[What you need to do]
Consider the listing below. Extract exactly the lines from the line containing "The height and width of the screenshot is (444, 789)." to the line containing "What do you see at coordinates (31, 66)", both included.

[Supplied information]
Start of Block
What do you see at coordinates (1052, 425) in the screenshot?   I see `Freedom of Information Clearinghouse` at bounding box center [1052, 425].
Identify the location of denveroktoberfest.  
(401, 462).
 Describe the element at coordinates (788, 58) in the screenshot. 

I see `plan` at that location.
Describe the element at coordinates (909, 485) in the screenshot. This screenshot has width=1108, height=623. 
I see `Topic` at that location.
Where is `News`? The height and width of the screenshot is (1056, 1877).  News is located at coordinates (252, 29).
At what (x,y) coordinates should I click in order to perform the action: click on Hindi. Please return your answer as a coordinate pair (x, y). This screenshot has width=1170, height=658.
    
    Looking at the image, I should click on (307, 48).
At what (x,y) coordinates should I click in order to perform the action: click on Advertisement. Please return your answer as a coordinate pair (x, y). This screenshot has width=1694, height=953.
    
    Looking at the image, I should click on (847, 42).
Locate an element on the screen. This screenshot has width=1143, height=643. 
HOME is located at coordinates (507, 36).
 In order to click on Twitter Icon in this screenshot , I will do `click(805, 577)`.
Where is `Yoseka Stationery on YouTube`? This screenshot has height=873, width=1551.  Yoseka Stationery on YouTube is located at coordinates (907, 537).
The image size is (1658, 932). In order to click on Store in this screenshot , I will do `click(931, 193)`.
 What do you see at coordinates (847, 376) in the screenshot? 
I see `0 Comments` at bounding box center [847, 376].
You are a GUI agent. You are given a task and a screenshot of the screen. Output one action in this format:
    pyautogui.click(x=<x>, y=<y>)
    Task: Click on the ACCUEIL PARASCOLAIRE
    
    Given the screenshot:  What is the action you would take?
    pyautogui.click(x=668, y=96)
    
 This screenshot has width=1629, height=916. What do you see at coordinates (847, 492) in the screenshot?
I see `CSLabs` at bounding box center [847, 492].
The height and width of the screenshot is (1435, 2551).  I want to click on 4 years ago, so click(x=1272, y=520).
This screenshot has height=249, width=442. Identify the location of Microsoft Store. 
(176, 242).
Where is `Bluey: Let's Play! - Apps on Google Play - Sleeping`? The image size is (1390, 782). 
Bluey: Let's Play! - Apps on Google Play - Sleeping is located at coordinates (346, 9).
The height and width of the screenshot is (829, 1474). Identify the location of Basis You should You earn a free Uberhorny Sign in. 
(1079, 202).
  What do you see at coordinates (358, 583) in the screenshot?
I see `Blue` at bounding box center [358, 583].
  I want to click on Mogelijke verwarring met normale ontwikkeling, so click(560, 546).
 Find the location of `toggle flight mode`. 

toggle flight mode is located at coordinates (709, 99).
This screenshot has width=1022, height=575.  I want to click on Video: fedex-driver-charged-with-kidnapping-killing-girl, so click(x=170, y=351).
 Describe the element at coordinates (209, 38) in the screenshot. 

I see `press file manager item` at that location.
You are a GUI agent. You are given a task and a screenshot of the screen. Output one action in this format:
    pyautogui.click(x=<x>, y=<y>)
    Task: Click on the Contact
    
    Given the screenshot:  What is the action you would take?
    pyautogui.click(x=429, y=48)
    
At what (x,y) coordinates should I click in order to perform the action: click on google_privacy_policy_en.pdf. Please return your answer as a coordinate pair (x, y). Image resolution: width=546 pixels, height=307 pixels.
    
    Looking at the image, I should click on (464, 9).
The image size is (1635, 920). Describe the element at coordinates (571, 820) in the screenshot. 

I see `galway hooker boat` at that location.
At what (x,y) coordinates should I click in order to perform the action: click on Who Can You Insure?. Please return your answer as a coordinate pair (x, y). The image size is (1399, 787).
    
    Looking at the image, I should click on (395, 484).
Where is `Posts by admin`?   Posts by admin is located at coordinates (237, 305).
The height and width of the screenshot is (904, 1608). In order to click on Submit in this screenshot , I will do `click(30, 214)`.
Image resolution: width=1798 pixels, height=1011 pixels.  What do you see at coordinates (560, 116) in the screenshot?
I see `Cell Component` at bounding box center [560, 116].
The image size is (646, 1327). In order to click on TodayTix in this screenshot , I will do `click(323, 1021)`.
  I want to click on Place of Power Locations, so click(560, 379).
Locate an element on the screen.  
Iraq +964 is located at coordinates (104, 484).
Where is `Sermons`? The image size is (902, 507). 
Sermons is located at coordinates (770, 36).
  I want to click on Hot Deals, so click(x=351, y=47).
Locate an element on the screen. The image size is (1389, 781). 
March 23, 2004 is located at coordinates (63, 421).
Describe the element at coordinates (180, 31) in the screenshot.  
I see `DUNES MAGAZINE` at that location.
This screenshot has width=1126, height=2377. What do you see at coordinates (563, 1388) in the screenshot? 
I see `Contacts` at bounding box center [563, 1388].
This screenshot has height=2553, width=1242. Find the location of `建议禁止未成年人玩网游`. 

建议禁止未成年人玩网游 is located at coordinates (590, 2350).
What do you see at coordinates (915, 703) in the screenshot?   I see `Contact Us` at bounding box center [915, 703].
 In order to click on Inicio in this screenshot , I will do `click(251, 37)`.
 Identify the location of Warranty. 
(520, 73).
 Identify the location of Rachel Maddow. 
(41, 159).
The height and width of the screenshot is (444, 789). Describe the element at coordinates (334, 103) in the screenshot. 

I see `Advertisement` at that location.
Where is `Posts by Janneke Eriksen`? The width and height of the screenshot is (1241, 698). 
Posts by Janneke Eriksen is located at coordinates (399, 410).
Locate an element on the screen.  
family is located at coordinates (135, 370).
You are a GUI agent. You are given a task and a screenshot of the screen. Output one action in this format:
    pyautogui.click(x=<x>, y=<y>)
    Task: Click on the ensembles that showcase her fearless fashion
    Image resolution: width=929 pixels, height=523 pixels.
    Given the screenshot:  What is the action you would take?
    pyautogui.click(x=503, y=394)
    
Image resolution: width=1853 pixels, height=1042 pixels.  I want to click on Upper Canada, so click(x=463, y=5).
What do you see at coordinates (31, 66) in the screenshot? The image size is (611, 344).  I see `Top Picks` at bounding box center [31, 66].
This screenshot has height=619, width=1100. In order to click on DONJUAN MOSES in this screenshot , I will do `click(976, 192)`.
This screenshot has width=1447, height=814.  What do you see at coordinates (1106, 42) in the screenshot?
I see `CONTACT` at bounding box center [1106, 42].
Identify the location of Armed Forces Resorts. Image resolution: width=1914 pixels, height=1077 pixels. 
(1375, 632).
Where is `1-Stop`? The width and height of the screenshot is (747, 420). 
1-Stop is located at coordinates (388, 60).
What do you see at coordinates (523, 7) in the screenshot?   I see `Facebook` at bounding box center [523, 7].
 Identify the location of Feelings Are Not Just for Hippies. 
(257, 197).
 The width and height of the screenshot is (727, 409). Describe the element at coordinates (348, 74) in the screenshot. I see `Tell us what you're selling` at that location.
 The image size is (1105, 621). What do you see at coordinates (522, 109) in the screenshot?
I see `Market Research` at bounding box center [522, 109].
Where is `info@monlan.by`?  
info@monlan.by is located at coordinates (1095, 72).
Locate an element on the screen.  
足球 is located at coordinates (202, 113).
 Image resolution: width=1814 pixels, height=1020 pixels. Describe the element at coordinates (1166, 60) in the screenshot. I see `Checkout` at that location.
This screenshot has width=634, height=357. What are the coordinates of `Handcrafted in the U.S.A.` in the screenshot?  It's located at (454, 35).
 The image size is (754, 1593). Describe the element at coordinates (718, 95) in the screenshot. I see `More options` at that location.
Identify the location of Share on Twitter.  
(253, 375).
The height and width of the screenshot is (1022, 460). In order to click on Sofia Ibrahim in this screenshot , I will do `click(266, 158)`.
End of Block
[Problem solution]
The height and width of the screenshot is (444, 789). Describe the element at coordinates (334, 103) in the screenshot. 

I see `Advertisement` at that location.
Where is `Posts by Janneke Eriksen`? The width and height of the screenshot is (1241, 698). 
Posts by Janneke Eriksen is located at coordinates (399, 410).
Locate an element on the screen.  
family is located at coordinates (135, 370).
You are a GUI agent. You are given a task and a screenshot of the screen. Output one action in this format:
    pyautogui.click(x=<x>, y=<y>)
    Task: Click on the ensembles that showcase her fearless fashion
    Image resolution: width=929 pixels, height=523 pixels.
    Given the screenshot:  What is the action you would take?
    pyautogui.click(x=503, y=394)
    
Image resolution: width=1853 pixels, height=1042 pixels.  I want to click on Upper Canada, so click(x=463, y=5).
What do you see at coordinates (31, 66) in the screenshot? The image size is (611, 344).  I see `Top Picks` at bounding box center [31, 66].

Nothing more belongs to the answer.